The selection process was difficult because there were so many letters and memoirs. I am deeply grateful to all who wrote, and I treasure each of the stories. They widen and enrich the family portrait I wanted to present in The GreatestGeneration.
To be sure, there are stories that I missed, and for that I accept full responsibility. I hope they will find audiences in family gatherings, schools, community celebrations, barrooms, and churches. They are too important, too instructive, and too entertaining to be cloistered forever.
INTRODUCTION
I am a child of the American men and women who grew up in the Great Depression, who came of age in World War II and then devoted their adult years to the building of modern Americathe remarkable people I wrote about in The Greatest Generation. As I walked the beaches of Normandy on the fortieth and fiftieth anniversaries of D-Day, I first began to fully realize how they had shaped my life. They were my parents and the parents of my friends, teachers, ministers, physicians, and hometown merchants, the men and women who showed me the way through their own exacting standards of hard work, sacrifice, and personal responsibility. I began to understand how much I owed them.
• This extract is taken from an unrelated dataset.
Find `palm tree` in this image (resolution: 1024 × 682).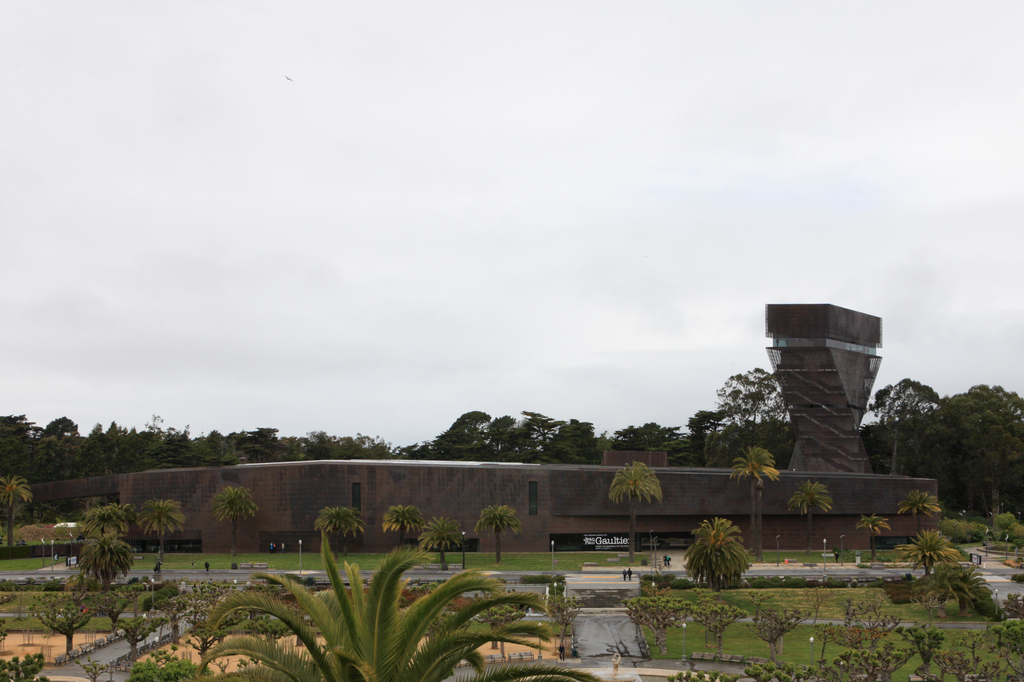
detection(76, 535, 138, 594).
As a son of working-class parents who were deeply rooted in the harsh economic realities of the Depression and the common challenges of the war, I reflected on the good fortune of my generation and the world we inherited. So many of us were the first in our families to attend college and to find that good jobs were plentiful. My generation and those that followed took their place in a world of broader horizons and expanded rights for women and ethnic minorities.
It wasnt a perfect world, of course.
Far too many of my contemporaries died in Vietnam, but others gave birth to long-overdue political and social change. The excesses of youthful rebellion in the sixties and seventies were painful, even destructive in some aspects, but the foundation of the country and its complex culture withstood the onslaught and remained secure. Moreover, my generation and those that followed were not judged by their excesses alone; indeed, we were given more opportunities in more arenas than our parents had dared to dream.
A few years ago, when I thought about my own good fortune in life and career, somehow it seemed inadequate to thank just my parents, even though their help was irreplaceable and enduring. There were so many people in the fabric of my life as I grew up who influenced meteachers and ministers, coaches and merchants, the mothers and fathers of my friendsall men and women who had experienced great hardship during the Depression and the war years.
When I set out to write The Greatest Generation, I was inspired by these people and by the realization that my world of endless possibilities, despite all its imperfections, was the work of these men and women. By writing their stories, I had finally found a way to say thank you. I wanted that book to be my gift to them, an expression of admiration and gratitude for all they had achieved, and for the legacy they passed on to future generations.